Faculty of Design
Material Art & Design
Khadija Aziz
Machine & Me (Process 5)
Textiles
2020
Digital print on cotton sateen, bead embroidery, glass beads, nylon beading thread.
16x40"
Machine & Me is a series of textile glitch art that seeks to demonstrate a visual progression of my attempts to distort an image using hand and digital means. Unlike traditional glitch art that requires no hand labour and craftsmanship, my work bridges the gap between textile-making techniques and collaboration with digital technologies. My process-based practice combines critical inquiry with textile-making to create unexpected surface outcomes by playing with hand and digital distortion methods that are guided by spontaneity and investigate errors of the human hand. These methods of surface design produce unique colours, shapes, and patterns that would be impossible without the collaboration between hand and machine. After following a predetermined order of sequence of manipulation, the distorted image was printed onto fabric to be embellished with beads and embroidery techniques to introduce new colours and textures in the artwork. Then, the distorted surface was dragged across a flatbed scanner following the scanner’s light to distort the image. In this step, I as the artist lose agency over the outcome as it will be determined by the scanner’s engagement with the texture of beads and speed of my hands’ movements. The results from this method of scanning are usually elongated, superimposed beads, abstracted woven texture of the fabric, and new colours introduced by the scanner’s light.The overall colours of the scanned, distorted image were then enhanced on PhotoShop to reflect the vibrancy of the overall series of work.
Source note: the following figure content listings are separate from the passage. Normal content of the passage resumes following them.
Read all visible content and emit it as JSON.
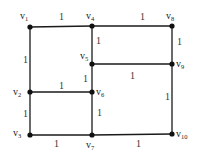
{
  "diagram": {
    "type": "weighted-undirected-graph",
    "vertices": [
      {
        "id": "v1",
        "base": "v",
        "sub": "1",
        "x": 30,
        "y": 27,
        "lx": 20,
        "ly": 19,
        "anchor": "start"
      },
      {
        "id": "v2",
        "base": "v",
        "sub": "2",
        "x": 30,
        "y": 92,
        "lx": 13,
        "ly": 95,
        "anchor": "start"
      },
      {
        "id": "v3",
        "base": "v",
        "sub": "3",
        "x": 30,
        "y": 135,
        "lx": 13,
        "ly": 136,
        "anchor": "start"
      },
      {
        "id": "v4",
        "base": "v",
        "sub": "4",
        "x": 92,
        "y": 26,
        "lx": 86,
        "ly": 19,
        "anchor": "start"
      },
      {
        "id": "v5",
        "base": "v",
        "sub": "5",
        "x": 92,
        "y": 64,
        "lx": 80,
        "ly": 59,
        "anchor": "start"
      },
      {
        "id": "v6",
        "base": "v",
        "sub": "6",
        "x": 92,
        "y": 92,
        "lx": 96,
        "ly": 95,
        "anchor": "start"
      },
      {
        "id": "v7",
        "base": "v",
        "sub": "7",
        "x": 92,
        "y": 135,
        "lx": 86,
        "ly": 148,
        "anchor": "start"
      },
      {
        "id": "v8",
        "base": "v",
        "sub": "8",
        "x": 172,
        "y": 26,
        "lx": 166,
        "ly": 19,
        "anchor": "start"
      },
      {
        "id": "v9",
        "base": "v",
        "sub": "9",
        "x": 172,
        "y": 64,
        "lx": 176,
        "ly": 67,
        "anchor": "start"
      },
      {
        "id": "v10",
        "base": "v",
        "sub": "10",
        "x": 172,
        "y": 134,
        "lx": 176,
        "ly": 137,
        "anchor": "start"
      }
    ],
    "edges": [
      {
        "from": "v1",
        "to": "v4",
        "weight": "1",
        "wx": 59,
        "wy": 20
      },
      {
        "from": "v4",
        "to": "v8",
        "weight": "1",
        "wx": 140,
        "wy": 20
      },
      {
        "from": "v1",
        "to": "v2",
        "weight": "1",
        "wx": 23,
        "wy": 63
      },
      {
        "from": "v2",
        "to": "v3",
        "weight": "1",
        "wx": 23,
        "wy": 117
      },
      {
        "from": "v4",
        "to": "v5",
        "weight": "1",
        "wx": 96,
        "wy": 44
      },
      {
        "from": "v5",
        "to": "v6",
        "weight": "1",
        "wx": 83,
        "wy": 82
      },
      {
        "from": "v6",
        "to": "v7",
        "weight": "1",
        "wx": 97,
        "wy": 116
      },
      {
        "from": "v8",
        "to": "v9",
        "weight": "1",
        "wx": 177,
        "wy": 45
      },
      {
        "from": "v9",
        "to": "v10",
        "weight": "1",
        "wx": 165,
        "wy": 100
      },
      {
        "from": "v5",
        "to": "v9",
        "weight": "1",
        "wx": 130,
        "wy": 79
      },
      {
        "from": "v2",
        "to": "v6",
        "weight": "1",
        "wx": 59,
        "wy": 89
      },
      {
        "from": "v3",
        "to": "v7",
        "weight": "1",
        "wx": 54,
        "wy": 147
      },
      {
        "from": "v7",
        "to": "v10",
        "weight": "1",
        "wx": 136,
        "wy": 147
      }
    ],
    "colors": {
      "edge": "#1a1a1a",
      "node": "#111111",
      "label": "#222222",
      "background": "#ffffff"
    }
  }
}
Then, the new image was printed onto fabric to be embellished further with beads and embroidery techniques. It was in this step where new colours and textures could be introduced through beads and threads to motivate uniquely distorted outcomes in future manipulations and prints. The outcome of such intentional play is a series of mixed-media textiles that reveal processes as layers of memories of materials and the artist’s hand.